A media buyer runs serious performance budgets. Google Ads, Meta, TikTok, DSPs, programmatic. Unlike a targetologist, you're dealing with six-figure monthly spend, advanced tracking (S2S, postback), complex bidding strategies and constant fraud pressure. Performance agencies, affiliate teams, arbitrage operations and product companies with large budgets hire for this role. This template helps you frame your work like you're playing in a higher league.
Copy these as starting points and swap in your own numbers.
2024-2025 estimates. Wide ranges by experience and seniority.
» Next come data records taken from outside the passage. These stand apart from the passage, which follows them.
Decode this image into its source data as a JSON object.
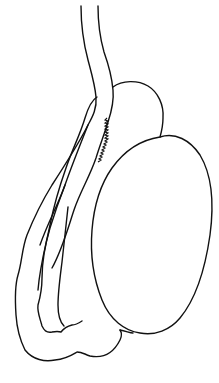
{
  "figure": {
    "parts": [
      {
        "id": "spermatic-cord",
        "label": ""
      },
      {
        "id": "epididymis-head",
        "label": ""
      },
      {
        "id": "testis",
        "label": ""
      },
      {
        "id": "epididymis-tail",
        "label": ""
      },
      {
        "id": "ductus-deferens",
        "label": ""
      }
    ],
    "colors": {
      "line": "#111111",
      "background": "#ffffff"
    }
  }
}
Scale and complexity. A targetologist runs budgets up to ~$50k/month, usually on Meta. A media buyer handles $100k+ across multiple platforms with their own tracking, anti-fraud and advanced bidding. Different bands, different ownership.
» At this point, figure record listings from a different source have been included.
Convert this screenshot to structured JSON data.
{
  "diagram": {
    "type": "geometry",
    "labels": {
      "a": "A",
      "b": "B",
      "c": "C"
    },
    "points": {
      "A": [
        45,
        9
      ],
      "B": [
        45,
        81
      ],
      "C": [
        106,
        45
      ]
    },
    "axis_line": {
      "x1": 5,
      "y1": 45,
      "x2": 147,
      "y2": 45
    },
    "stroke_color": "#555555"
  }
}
Depends on the target. For white-hat product roles, mention it carefully and emphasise the technical skills (S2S, anti-fraud) over the vertical. For affiliate teams it's a strong positive signal.
Use ranges and verticals: '$200k-500k/month in e-commerce' instead of brand names. It's standard. If you want to go deeper, show a Loom of a Voluum or dashboard with names blurred in the interview.
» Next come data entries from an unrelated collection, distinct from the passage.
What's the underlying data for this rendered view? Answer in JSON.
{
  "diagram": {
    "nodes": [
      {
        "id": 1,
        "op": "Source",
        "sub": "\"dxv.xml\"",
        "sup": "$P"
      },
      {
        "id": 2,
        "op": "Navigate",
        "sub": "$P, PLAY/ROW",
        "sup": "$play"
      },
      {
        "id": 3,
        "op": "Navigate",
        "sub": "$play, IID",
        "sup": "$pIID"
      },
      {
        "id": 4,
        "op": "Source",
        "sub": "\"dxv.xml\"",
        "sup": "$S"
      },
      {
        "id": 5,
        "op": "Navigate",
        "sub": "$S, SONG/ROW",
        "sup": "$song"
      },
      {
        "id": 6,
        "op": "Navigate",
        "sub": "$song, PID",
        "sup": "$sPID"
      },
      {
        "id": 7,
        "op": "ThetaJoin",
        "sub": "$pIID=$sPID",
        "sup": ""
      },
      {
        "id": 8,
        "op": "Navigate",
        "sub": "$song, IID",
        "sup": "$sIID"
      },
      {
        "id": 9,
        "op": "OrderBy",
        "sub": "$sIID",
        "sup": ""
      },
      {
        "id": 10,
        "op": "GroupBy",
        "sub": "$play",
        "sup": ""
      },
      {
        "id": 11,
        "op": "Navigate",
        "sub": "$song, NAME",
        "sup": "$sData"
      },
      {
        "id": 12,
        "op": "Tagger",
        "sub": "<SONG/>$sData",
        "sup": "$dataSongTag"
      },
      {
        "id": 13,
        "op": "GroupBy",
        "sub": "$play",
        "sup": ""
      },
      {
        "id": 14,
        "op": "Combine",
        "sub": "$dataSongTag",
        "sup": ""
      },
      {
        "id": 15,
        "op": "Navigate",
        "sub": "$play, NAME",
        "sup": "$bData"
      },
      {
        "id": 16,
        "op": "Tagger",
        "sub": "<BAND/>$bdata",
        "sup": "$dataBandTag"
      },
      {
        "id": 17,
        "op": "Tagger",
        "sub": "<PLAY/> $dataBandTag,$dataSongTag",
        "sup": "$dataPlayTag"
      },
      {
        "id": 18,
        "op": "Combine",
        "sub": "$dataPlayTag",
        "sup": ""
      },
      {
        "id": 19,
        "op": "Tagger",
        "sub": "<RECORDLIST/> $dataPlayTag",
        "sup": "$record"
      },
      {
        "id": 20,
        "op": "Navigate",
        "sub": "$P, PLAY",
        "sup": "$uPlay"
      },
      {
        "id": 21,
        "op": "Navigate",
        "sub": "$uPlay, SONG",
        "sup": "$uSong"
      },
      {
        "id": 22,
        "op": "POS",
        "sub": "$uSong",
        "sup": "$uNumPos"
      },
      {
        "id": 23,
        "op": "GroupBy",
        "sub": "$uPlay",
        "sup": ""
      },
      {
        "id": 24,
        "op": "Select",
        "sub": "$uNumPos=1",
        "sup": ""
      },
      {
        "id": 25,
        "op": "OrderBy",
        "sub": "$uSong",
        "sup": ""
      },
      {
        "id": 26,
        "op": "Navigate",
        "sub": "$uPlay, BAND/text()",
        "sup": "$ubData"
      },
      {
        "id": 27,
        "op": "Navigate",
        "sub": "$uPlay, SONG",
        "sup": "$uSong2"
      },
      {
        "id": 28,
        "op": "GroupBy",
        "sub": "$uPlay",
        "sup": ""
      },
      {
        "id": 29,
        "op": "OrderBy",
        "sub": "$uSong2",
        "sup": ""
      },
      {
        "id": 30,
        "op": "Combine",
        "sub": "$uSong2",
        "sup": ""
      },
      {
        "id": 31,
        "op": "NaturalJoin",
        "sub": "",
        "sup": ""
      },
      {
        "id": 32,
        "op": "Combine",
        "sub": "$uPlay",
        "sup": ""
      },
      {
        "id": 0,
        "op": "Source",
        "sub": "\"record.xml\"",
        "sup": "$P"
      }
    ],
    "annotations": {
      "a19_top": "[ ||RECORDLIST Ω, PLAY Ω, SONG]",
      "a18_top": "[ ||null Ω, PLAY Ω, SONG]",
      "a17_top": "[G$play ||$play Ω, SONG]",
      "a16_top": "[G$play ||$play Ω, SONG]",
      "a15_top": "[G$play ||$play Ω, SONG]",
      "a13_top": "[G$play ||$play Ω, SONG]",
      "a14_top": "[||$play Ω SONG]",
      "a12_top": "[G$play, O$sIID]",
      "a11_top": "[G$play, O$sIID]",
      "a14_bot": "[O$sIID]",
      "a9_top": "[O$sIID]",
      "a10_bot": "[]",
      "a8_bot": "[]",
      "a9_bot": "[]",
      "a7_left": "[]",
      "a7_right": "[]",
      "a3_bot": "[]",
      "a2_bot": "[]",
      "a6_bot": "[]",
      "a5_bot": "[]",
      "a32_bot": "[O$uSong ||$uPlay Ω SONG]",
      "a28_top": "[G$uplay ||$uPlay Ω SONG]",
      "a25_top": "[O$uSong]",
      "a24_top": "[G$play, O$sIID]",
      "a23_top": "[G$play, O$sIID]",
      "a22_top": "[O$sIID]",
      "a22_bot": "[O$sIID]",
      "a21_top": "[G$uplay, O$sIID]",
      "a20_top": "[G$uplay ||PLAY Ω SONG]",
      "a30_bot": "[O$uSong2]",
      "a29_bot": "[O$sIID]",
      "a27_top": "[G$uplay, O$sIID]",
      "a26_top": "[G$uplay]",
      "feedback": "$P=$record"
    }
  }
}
At senior level effectively yes. With 5+ traffic sources and your own tracker, without SQL you wait on analysts and lose velocity. Basic is enough, but missing it costs you 30-40% on the band.
Yes, it's common at senior level: 0.5-2% of spend, or % of profit in affiliate. Standard for agencies and arbitrage teams. In-house typically pays fixed plus quarterly ROAS bonus.